Demographic breakdown

Readers by professional status Count As %
Student > Ph. D. Student 10 38%
Other 3 12%
Student > Master 2 8%
Professor > Associate Professor 2 8%
Researcher 2 8%
Other 3 12%
Unknown 4 15%
Readers by discipline Count As %
Medicine and Dentistry 8 31%
Physics and Astronomy 6 23%
Engineering 3 12%
Business, Management and Accounting 1 4%
Mathematics 1 4%
Other 1 4%
Unknown 6 23%
Attention Score in Context

Attention Score in Context

This research output has an Altmetric Attention Score of 1. This is our high-level measure of the quality and quantity of online attention that it has received. This Attention Score, as well as the ranking and number of research outputs shown below, was calculated when the research output was last mentioned on 08 October 2016.
All research outputs
#18,473,108
of 22,890,496 outputs
Outputs from Radiation Oncology
#1,416
of 2,060 outputs
Outputs of similar age
#242,461
of 320,333 outputs
Outputs of similar age from Radiation Oncology
#20
of 44 outputs
Altmetric has tracked 22,890,496 research outputs across all sources so far. This one is in the 11th percentile – i.e., 11% of other outputs scored the same or lower than it.

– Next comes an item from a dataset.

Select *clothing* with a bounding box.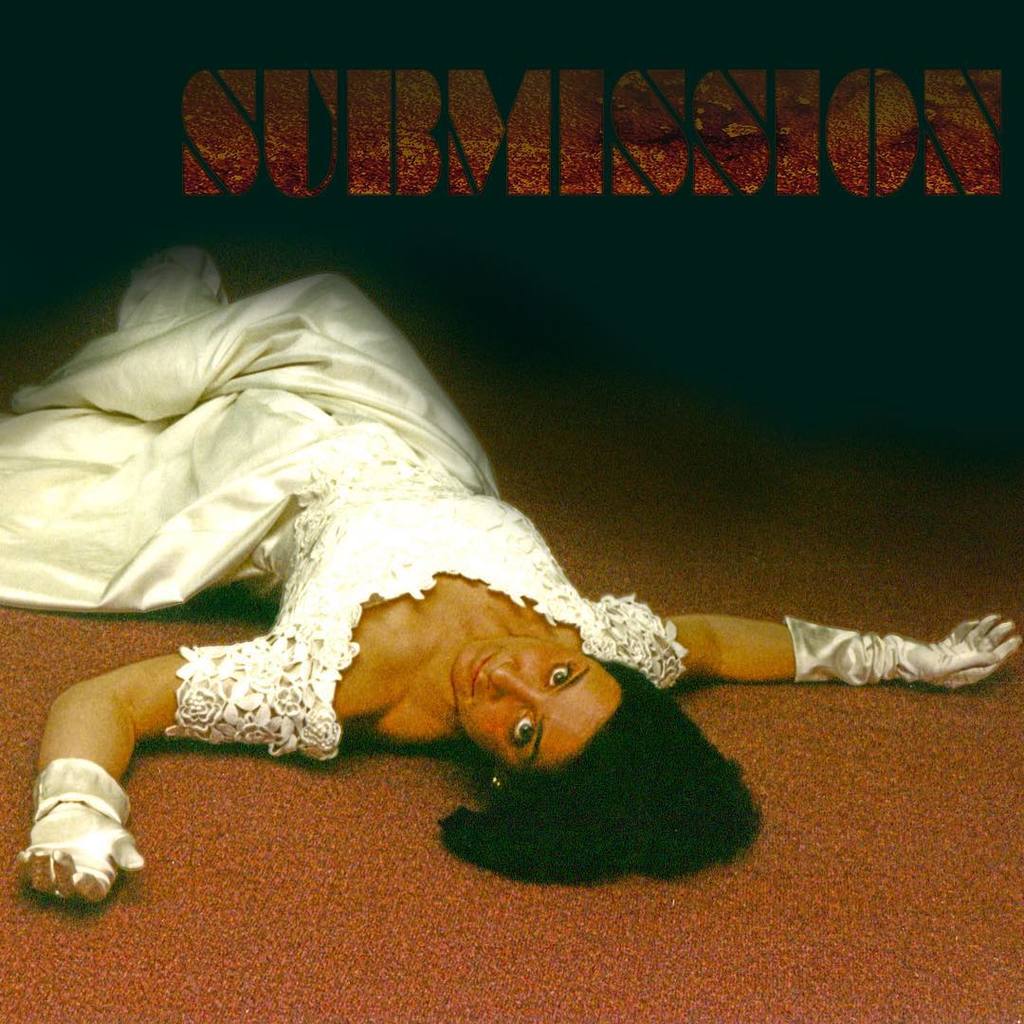
BBox(85, 238, 695, 841).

So far Altmetric has tracked 2,060 research outputs from this source. They receive a mean Attention Score of 2.7. This one is in the 18th percentile – i.e., 18% of its peers scored the same or lower than it.

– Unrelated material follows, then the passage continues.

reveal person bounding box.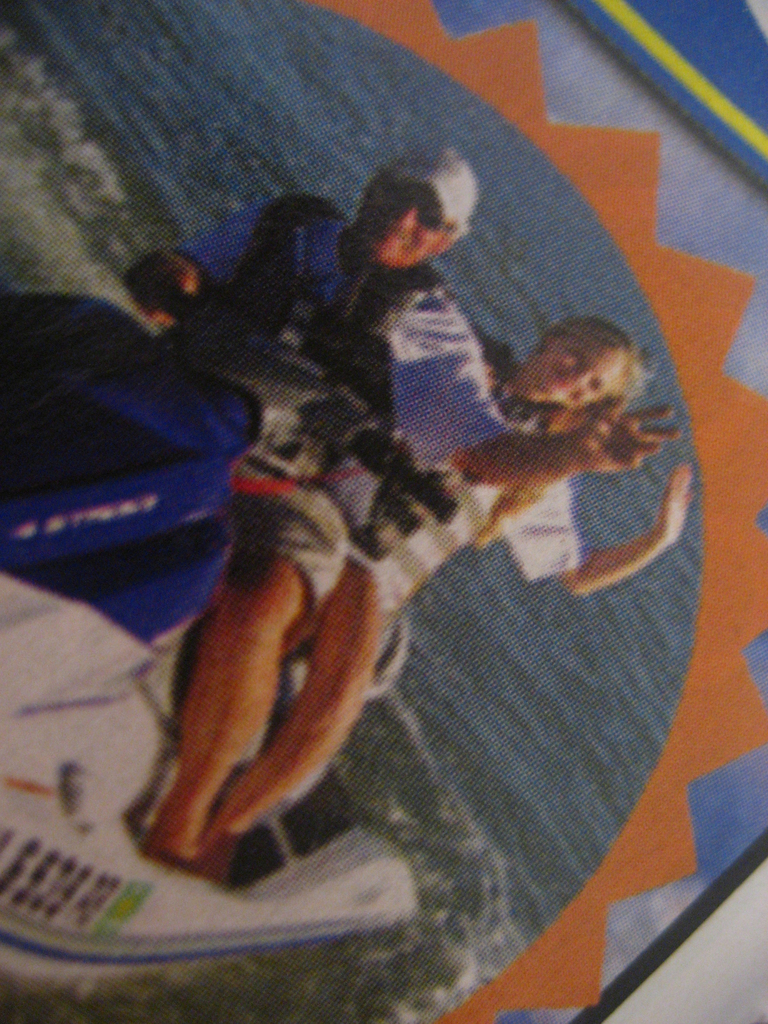
Revealed: <bbox>4, 132, 691, 636</bbox>.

Older research outputs will score higher simply because they've had more time to accumulate mentions. To account for age we can compare this Altmetric Attention Score to the 320,333 tracked outputs that were published within six weeks on either side of this one in any source. This one is in the 13th percentile – i.e., 13% of its contemporaries scored the same or lower than it.
We're also able to compare this research output to 44 others from the same source and published within six weeks on either side of this one. This one is in the 31st percentile – i.e., 31% of its contemporaries scored the same or lower than it.